Resisting biopedagogies of obesity in a problem population: understandings of healthy eating and healthy weight in a Newfoundland and Labrador community

Pages 289-303 | Received 18 Dec 2012, Accepted 15 Apr 2013, Published online: 17 May 2013
 

Abstract

High rates of obesity in Newfoundland and Labrador, Canada’s eastern-most province, have helped to position Newfoundlanders as a ‘problem population’ within discourses of the Canadian obesity ‘epidemic.’ As such, biopedagogies of obesity have been deployed by public health offices in the province, through which Newfoundlanders are imagined as unhealthy eaters who are unknowledgeable about healthy eating, a narrative which aligns with older classist stereotypes about Newfoundland as ubiquitously poor, its population uneducated, backward, and naïve.

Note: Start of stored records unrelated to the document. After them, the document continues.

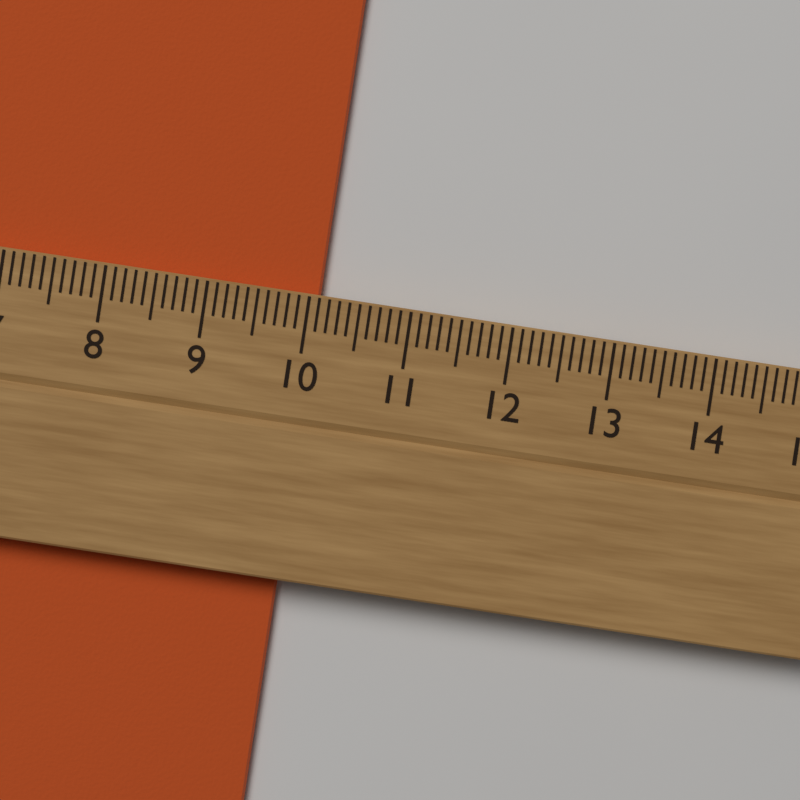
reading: 10.1 cm
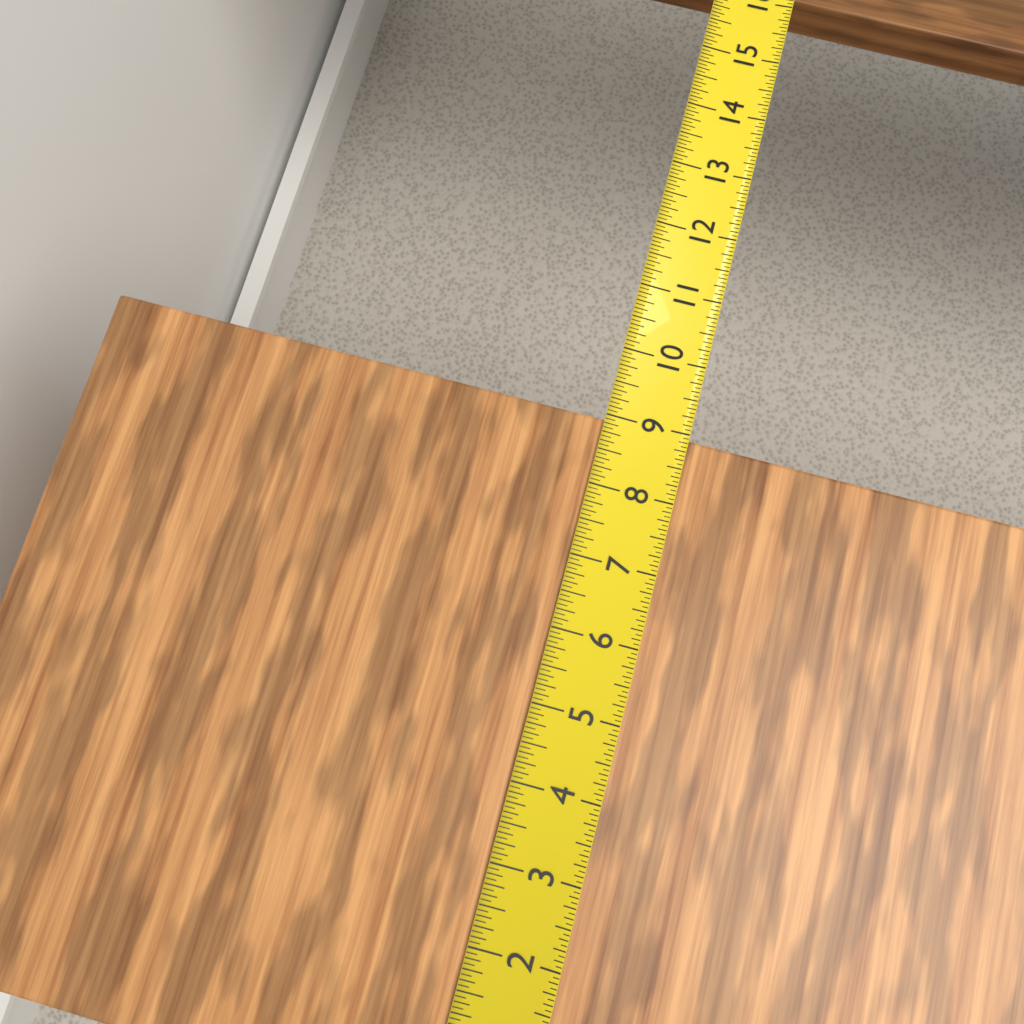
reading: 8.9375 in
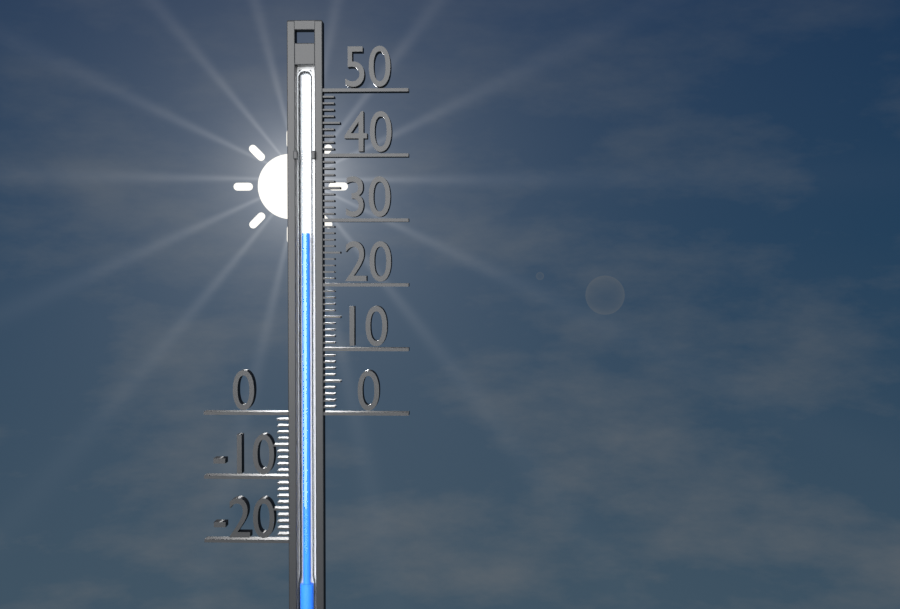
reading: 28 (no unit)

A qualitative study with 28 participants (and a total of 54 interviews) from St. John’s, the urban center of Newfoundland and Labrador, however, not only revealed a group of people quite knowledgeable about and invested in biopedagogies of healthy eating and healthy weights as propagated by public health discourse, but who also resisted them through alternative understanding of healthy foodways. Results of this study therefore contribute to critical obesity scholarship, as they interrupt assumptions that position populations with high obesity rates as unknowing and uncaring about healthy eating and body weight, demonstrate the ways in which a population might resist biopedagogies of obesity, and highlight the need for research disrupting universalist stereotypes about ‘problem populations’ and their health behaviors.

Acknowledgements

Research for this study was undertaken with funds from the Institute for Social and Economic Research, Memorial University, and the Smallwood Foundation. Thank you to my postdoctoral supervisor, Dr Natalie Beausoleil, for her guidance and insight. Thank you also to the anonymous reviewers, associate aditor, and editor for their invaluable comments and suggestions.

Notes

1. Racialized, classed, and gendered populations are unfairly targeted in obesity discourse, evident in the fact that dominant populations with high levels of obesity, such as higher income Canadian men (Godley & McLaren Citation2010), are not organized as ‘problem populations.’ Thus, the organization of marginalized populations as ‘problem populations’ in obesity discourse can be considered inflections of racism, sexism and classism.

2. Many participants in the St. John’s area often spoke in what is known in Canada as a ‘Newfoundland accent.’ To respect the culture and background of participants, I have left the dialect as-is within my account of participants’ words, along with other expressions of the region, such as ending sentences ending with the word ‘girl’ or words ending in ‘s’ (i.e. I wants it).